Riding the wave of Asia’s technological disruption
Technological advancements and innovations are having a profound impact on the way people live, interact and do business. They bring opportunities — not only for enhanced productivity, but also new products and services. Mobile apps have vastly improved people’s daily lives and are transforming entire economies. Innovations such as fintech, Internet of Things (IoT), big data, artificial intelligence, blockchain, and cloud computing are benefitting e-commerce, finance, education, and health care.
The application of digital and online technologies can be massive and has the potential to help emerging economies leapfrog development. Developing countries in Asia stand to benefit immensely from this new era.
To turn this potential into reality, Developing Asia has some work to do, because many countries are simply not ready. For example, less than half of the population in the region has access to the internet. Information and communication technologies (ICT) infrastructure is required to jumpstart the digital revolution.
The international development community has a crucial role in partnering with countries to build foundations. Governments alone do not have the resources, and the private sector often faces barriers to investment.
The Asian Development Bank (ADB) is addressing these challenges by assisting its developing member countries build ICT infrastructure, prioritizing areas that are not commercially viable. It believes that ICT can play a key role in achieving the Sustainable Development Goals and for the last 8 years, ADB has approved about 450 projects with ICT components across sectors. For example, ADB has helped establish submarine cable systems to improve the mobile telecoms networks of Palau, Solomon Islands, and Tonga. Moving forward, ADB will deliver integrated approaches in the areas of “smart cities”, “e-government”, and
“e-commerce”.
In Pakistan, ADB is supporting the extension of smart public transport systems in the Peshawar Sustainable Bus Rapid Transit Corridor Project. This includes diesel-hybrid “plug in” electric buses, Intelligent Transport Systems such as smart card-based fare collection and a real-time passenger information system, a bicycle sharing system, and the use of satellite imagery for engineering design.
This system will improve the quality of transportation service, air quality, and attract private sector investments.
Digital technologies also have an important role to play in the health sector. In Mongolia, ADB’s health sector projects are connecting health centers through ICT in five provinces and two districts of the capital, Ulaanbaatar. Before the project, patients had to travel to the provincial capital to seek medical treatment and all patient records were typed by health workers. Now local people no longer face these expensive trips and health workers just send patients’ medical histories to the province’s central database via the internet.
In Suva, Fiji, land records are still paper-based. In a small country like Fiji, where land is a valuable resource and 92 percent of land is ancestral domain, there is a need for an efficient, transparent information system to update and monitor land records, and create new ones.
Considering the unique features of the country, ADB is piloting a digital land registry using “blockchain” technology. Gaining traction in industries and governments, a blockchain acts as “an open, distributed ledger that can record transactions between two parties efficiently and in a verifiable and permanent way.
Many countries have started national initiatives to digitize their economies. Some examples are “Digital Thailand”, “Digital India”, “Taza Koom” in the Kyrgyz Republic, and “Digital Azerbaijan”. While these aspire to bring digital transformation, most developing countries recognize the need to address gaps in knowledge, experience, and capacity for their success.
Technological changes and advances can drive economic growth and improve standards of living. A recent ADB study found that these have transformed the 2 billion worker Asian labor market, creating 30 million jobs annually in industry and services over the last 25 years, driving up increases in productivity and wages, and reducing poverty.
If we use new technologies better, the benefits of the digital revolution could be massive. However, it remains to be seen, how these new technologies will play out across sectors of the economy. Some may consider these technologies to be “disruptive”, leading to “technological unemployment”. For example, there is considerable anxiety about how automation, robotics, ever-expanding computing power, and artificial intelligence will affect the availability of jobs, especially for moderately skilled workers carrying out tasks that can be automated or done by computers.
Governments will need to address the risk of workers being left behind by ensuring that they are protected from the downside of new technologies and able to take advantage of new opportunities.
Societies, institutions and policymakers will need to think carefully about issues such as skills development, re-training, and means to support workers displaced by disruptive technologies. Developing Asia needs to be well prepared to address apprehension and increase its gain from the technological revolution.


What you will do —
Transcribe every entry word for word.

Stored entries:
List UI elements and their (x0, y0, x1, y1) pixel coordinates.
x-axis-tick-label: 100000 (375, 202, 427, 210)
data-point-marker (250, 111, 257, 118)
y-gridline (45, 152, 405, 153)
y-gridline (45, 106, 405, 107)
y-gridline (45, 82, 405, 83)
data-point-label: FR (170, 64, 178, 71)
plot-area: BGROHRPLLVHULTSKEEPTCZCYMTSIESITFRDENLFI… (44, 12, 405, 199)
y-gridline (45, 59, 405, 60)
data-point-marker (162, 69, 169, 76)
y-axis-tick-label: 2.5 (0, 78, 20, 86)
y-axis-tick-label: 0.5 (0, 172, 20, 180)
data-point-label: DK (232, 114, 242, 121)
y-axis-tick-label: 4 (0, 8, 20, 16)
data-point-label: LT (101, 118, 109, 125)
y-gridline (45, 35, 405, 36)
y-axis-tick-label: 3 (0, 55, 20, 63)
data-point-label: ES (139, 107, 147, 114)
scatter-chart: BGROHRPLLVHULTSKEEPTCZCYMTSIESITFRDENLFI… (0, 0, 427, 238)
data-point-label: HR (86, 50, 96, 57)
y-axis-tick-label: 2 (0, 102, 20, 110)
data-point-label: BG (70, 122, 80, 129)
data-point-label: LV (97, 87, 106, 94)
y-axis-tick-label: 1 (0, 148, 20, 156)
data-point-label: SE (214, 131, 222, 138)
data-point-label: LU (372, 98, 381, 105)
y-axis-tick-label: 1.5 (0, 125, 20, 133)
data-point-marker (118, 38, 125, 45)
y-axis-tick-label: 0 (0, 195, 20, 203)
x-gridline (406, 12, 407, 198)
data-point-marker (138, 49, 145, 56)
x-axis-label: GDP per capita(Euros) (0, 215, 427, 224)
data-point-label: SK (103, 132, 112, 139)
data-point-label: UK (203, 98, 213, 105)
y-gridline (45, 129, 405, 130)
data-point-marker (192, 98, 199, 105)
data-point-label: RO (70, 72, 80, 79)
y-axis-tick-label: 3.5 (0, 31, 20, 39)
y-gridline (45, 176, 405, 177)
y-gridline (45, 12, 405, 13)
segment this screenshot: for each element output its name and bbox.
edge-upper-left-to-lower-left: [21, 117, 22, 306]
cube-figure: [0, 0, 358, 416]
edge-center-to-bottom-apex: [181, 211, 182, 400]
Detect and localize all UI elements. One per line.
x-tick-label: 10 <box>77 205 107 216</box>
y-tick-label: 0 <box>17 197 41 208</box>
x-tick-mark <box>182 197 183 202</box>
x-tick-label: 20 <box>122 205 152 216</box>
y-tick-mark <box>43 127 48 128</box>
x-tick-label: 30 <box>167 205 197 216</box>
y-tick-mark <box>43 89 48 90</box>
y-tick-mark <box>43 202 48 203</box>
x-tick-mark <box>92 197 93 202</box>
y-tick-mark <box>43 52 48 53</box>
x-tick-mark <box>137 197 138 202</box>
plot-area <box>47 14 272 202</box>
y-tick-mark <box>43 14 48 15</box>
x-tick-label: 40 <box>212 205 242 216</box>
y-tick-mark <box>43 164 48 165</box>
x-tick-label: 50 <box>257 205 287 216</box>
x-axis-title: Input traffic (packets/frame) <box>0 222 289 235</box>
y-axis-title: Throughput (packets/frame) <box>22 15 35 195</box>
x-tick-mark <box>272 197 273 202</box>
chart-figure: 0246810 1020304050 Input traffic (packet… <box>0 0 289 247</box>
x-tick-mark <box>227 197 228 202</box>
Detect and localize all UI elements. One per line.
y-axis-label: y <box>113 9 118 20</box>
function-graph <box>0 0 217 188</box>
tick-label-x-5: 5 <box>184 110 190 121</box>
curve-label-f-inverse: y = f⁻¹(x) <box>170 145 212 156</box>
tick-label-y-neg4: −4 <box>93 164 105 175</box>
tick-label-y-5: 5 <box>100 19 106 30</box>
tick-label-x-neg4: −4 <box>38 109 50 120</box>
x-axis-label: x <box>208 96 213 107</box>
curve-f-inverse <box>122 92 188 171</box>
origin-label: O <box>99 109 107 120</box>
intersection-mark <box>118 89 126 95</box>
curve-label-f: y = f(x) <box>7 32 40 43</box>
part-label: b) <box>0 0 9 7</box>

Task response —
List UI elements and their (x0, y0, x1, y1) pixel coordinates.
x-axis-tick-label: 100000 (375, 202, 427, 210)
data-point-marker (250, 111, 257, 118)
y-gridline (45, 152, 405, 153)
y-gridline (45, 106, 405, 107)
y-gridline (45, 82, 405, 83)
data-point-label: FR (170, 64, 178, 71)
plot-area: BGROHRPLLVHULTSKEEPTCZCYMTSIESITFRDENLFI… (44, 12, 405, 199)
y-gridline (45, 59, 405, 60)
data-point-marker (162, 69, 169, 76)
y-axis-tick-label: 2.5 (0, 78, 20, 86)
y-axis-tick-label: 0.5 (0, 172, 20, 180)
data-point-label: DK (232, 114, 242, 121)
y-axis-tick-label: 4 (0, 8, 20, 16)
data-point-label: LT (101, 118, 109, 125)
y-gridline (45, 35, 405, 36)
y-axis-tick-label: 3 (0, 55, 20, 63)
data-point-label: ES (139, 107, 147, 114)
scatter-chart: BGROHRPLLVHULTSKEEPTCZCYMTSIESITFRDENLFI… (0, 0, 427, 238)
data-point-label: HR (86, 50, 96, 57)
y-axis-tick-label: 2 (0, 102, 20, 110)
data-point-label: BG (70, 122, 80, 129)
data-point-label: LV (97, 87, 106, 94)
y-axis-tick-label: 1 (0, 148, 20, 156)
data-point-label: SE (214, 131, 222, 138)
data-point-label: LU (372, 98, 381, 105)
y-axis-tick-label: 1.5 (0, 125, 20, 133)
data-point-marker (118, 38, 125, 45)
y-axis-tick-label: 0 (0, 195, 20, 203)
x-gridline (406, 12, 407, 198)
data-point-marker (138, 49, 145, 56)
x-axis-label: GDP per capita(Euros) (0, 215, 427, 224)
data-point-label: SK (103, 132, 112, 139)
data-point-label: UK (203, 98, 213, 105)
y-gridline (45, 129, 405, 130)
data-point-marker (192, 98, 199, 105)
data-point-label: RO (70, 72, 80, 79)
y-axis-tick-label: 3.5 (0, 31, 20, 39)
y-gridline (45, 176, 405, 177)
y-gridline (45, 12, 405, 13)
segment this screenshot: for each element output its name and bbox.
edge-upper-left-to-lower-left: [21, 117, 22, 306]
cube-figure: [0, 0, 358, 416]
edge-center-to-bottom-apex: [181, 211, 182, 400]
Detect and localize all UI elements. One per line.
x-tick-label: 10 <box>77 205 107 216</box>
y-tick-label: 0 <box>17 197 41 208</box>
x-tick-mark <box>182 197 183 202</box>
x-tick-label: 20 <box>122 205 152 216</box>
y-tick-mark <box>43 127 48 128</box>
x-tick-label: 30 <box>167 205 197 216</box>
y-tick-mark <box>43 89 48 90</box>
y-tick-mark <box>43 202 48 203</box>
x-tick-mark <box>92 197 93 202</box>
y-tick-mark <box>43 52 48 53</box>
x-tick-mark <box>137 197 138 202</box>
plot-area <box>47 14 272 202</box>
y-tick-mark <box>43 14 48 15</box>
x-tick-label: 40 <box>212 205 242 216</box>
y-tick-mark <box>43 164 48 165</box>
x-tick-label: 50 <box>257 205 287 216</box>
x-axis-title: Input traffic (packets/frame) <box>0 222 289 235</box>
y-axis-title: Throughput (packets/frame) <box>22 15 35 195</box>
x-tick-mark <box>272 197 273 202</box>
chart-figure: 0246810 1020304050 Input traffic (packet… <box>0 0 289 247</box>
x-tick-mark <box>227 197 228 202</box>
Detect and localize all UI elements. One per line.
y-axis-label: y <box>113 9 118 20</box>
function-graph <box>0 0 217 188</box>
tick-label-x-5: 5 <box>184 110 190 121</box>
curve-label-f-inverse: y = f⁻¹(x) <box>170 145 212 156</box>
tick-label-y-neg4: −4 <box>93 164 105 175</box>
tick-label-y-5: 5 <box>100 19 106 30</box>
tick-label-x-neg4: −4 <box>38 109 50 120</box>
x-axis-label: x <box>208 96 213 107</box>
curve-f-inverse <box>122 92 188 171</box>
origin-label: O <box>99 109 107 120</box>
intersection-mark <box>118 89 126 95</box>
curve-label-f: y = f(x) <box>7 32 40 43</box>
part-label: b) <box>0 0 9 7</box>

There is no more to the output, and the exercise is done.